Two pieces of debris found in Mozambique have arrived in Australia for experts to determine if they came from missing Malaysia Airlines flight MH370, an official said.

A huge search for the Boeing 777, thought to have crashed into the southern Indian Ocean, has so far failed to find any wreckage, although a piece of wing washed up last year on a distant island.

Two pieces of debris found in Mozambique - a flat grey fragment with the words "No Step" printed along one side found on a sandbank and a metre-long piece of metal picked up in December by a South African holidaymaker - have since come to light.

"Both pieces of debris were packaged in Africa and remained that way until arrival," an Australian Transport Safety Bureau spokesman said on Monday.

"They are being opened today with investigators from a range of countries and organisations in attendance.

"Procedures appropriate to maintain the integrity of this potential evidence have been followed."

MH370 vanished on March 8, 2014 en route from Kuala Lumpur to Beijing with 239 passengers and crew onboard, mostly Chinese and Malaysians.

A wing fragment confirmed to be from MH370 was found on the Indian Ocean island of Reunion last year, the first proof that the plane indeed went down.

The ATSB said last week that a second piece of debris found in Reunion was "unlikely to be from an aircraft".

The bureau said it did not anticipate any statements on the Mozambique debris until the examination process was complete.

The hunt for MH370 is expected to wrap up around June to July if the aircraft is not found in the target zone of 120,000 square kilometres.

No crash site has been located, but Australian authorities told AFP ahead of the two-year anniversary of the plane's disappearance that they were still hopeful it would be found.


WHAT IS EXPECTED
Whenever a line of the records below contains the word "Where", copy that line.

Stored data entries

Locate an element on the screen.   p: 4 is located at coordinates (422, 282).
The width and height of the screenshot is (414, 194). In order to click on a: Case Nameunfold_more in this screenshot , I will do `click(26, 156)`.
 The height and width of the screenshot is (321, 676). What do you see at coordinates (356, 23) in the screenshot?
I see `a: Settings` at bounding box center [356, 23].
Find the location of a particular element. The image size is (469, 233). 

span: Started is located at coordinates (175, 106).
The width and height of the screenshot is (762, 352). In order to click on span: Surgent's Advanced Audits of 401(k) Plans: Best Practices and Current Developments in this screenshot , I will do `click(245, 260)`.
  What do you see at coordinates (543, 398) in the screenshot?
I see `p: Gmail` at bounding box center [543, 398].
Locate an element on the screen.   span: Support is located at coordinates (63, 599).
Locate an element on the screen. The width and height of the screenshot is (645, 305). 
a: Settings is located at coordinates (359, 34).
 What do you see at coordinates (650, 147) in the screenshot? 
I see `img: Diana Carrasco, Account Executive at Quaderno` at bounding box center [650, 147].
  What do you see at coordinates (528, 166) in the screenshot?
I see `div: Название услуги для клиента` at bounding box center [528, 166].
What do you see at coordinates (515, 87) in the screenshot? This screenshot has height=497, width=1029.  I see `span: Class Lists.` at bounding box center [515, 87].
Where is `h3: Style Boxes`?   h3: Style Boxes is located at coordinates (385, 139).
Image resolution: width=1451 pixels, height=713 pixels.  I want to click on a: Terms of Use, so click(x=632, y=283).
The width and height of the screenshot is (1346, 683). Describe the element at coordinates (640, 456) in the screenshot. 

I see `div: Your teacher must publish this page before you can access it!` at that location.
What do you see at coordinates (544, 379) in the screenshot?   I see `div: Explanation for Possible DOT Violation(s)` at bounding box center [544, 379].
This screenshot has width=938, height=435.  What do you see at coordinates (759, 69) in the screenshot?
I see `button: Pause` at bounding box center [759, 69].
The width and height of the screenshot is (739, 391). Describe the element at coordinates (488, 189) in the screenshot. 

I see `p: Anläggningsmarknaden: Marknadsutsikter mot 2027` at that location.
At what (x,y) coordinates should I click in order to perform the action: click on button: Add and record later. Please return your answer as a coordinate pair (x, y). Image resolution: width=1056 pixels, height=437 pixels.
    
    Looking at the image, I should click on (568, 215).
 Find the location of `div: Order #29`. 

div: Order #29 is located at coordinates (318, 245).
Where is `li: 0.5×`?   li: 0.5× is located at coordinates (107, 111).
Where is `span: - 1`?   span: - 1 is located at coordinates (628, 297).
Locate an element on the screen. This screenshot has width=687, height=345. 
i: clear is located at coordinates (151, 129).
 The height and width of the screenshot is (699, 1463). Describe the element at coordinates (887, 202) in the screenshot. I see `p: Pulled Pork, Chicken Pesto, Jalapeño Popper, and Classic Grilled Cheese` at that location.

EXERCISE OUTPUT
Where is `h3: Style Boxes`?   h3: Style Boxes is located at coordinates (385, 139).
Where is `li: 0.5×`?   li: 0.5× is located at coordinates (107, 111).
Where is `span: - 1`?   span: - 1 is located at coordinates (628, 297).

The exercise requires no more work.